Apparently, civilisation arrived only when the first missionaries planted their crosses on our soil. Before then, we were told, we knew nothing of morality, community, or the divine. Strange, though, because our ancestors somehow managed to build kingdoms, resolve disputes, farm fertile lands, and raise children without once thumbing through a King James Bible.
Long before pews and pulpits became our weekend routines, there were gods—ours. Gods who spoke the language of the thunderstorm, who danced in our masquerades, who judged us by the weight of our actions, not by how loudly we recited a borrowed creed. Sin, as a concept, did not exist. But there were taboos, boundaries, and consequences. The universe had balance, enforced not by eternal damnation but by the simple idea that every action had a price.

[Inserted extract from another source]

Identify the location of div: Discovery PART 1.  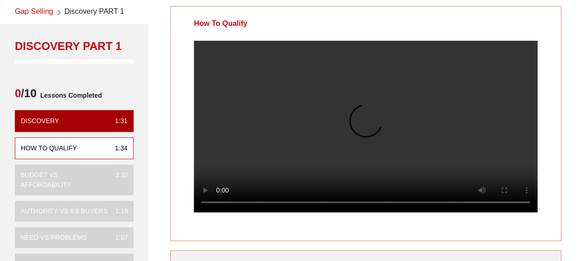
(74, 46).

Then came the sales pitch. Colonialism arrived not only with railways and gunboats but with a new catalogue of belief: civility or savagery, light or darkness, heaven or hell. And we, ever hospitable, traded in our deities for imported saints. Shrines were abandoned. Ancestral names were mocked. Suddenly, worshipping in our own tongue was branded backward, while chanting in Latin was hailed as progress.
Traditional religion, of course, wasn’t a free-for-all. It had priests, yes, but also rainmakers, herbalists, drummers, and custodians of memory. It offered not just worship but a worldview, with morality anchored in daily life and respect earned, not demanded. Elders were sacred, and wisdom came not from books shipped across oceans but from stories woven around firesides.
Christianity undeniably brought gifts: schools, hospitals, literacy, and the promise of salvation. But it also demanded sacrifice—not the kind on altars, but of memory. To embrace the cross, we were told, we had to bury our gods. And we did. With surprising enthusiasm.
Now, we wrinkle our noses at the mention of Ogun, dismiss Amadioha as superstition, and quickly baptise our children with foreign saints’ names while insisting our ancestors knew only darkness. Yet look around: did we become more virtuous? Or just more confused?
This is not a manifesto for pagan revival. It is a reminder that culture is not the enemy of faith. You can sit in church on Sunday and still acknowledge that your people once spoke to the divine—in languages that required no translation. Heritage is not heresy.
So perhaps it is time to retire the myth that we arrived at morality only when missionaries docked. Our forebears had gods, order, and a sense of the sacred long before anyone handed them a cross. Pretending otherwise is not just amnesia; it is self-erasure.
Because whether we admit it or not, before the cross came, the gods were already here.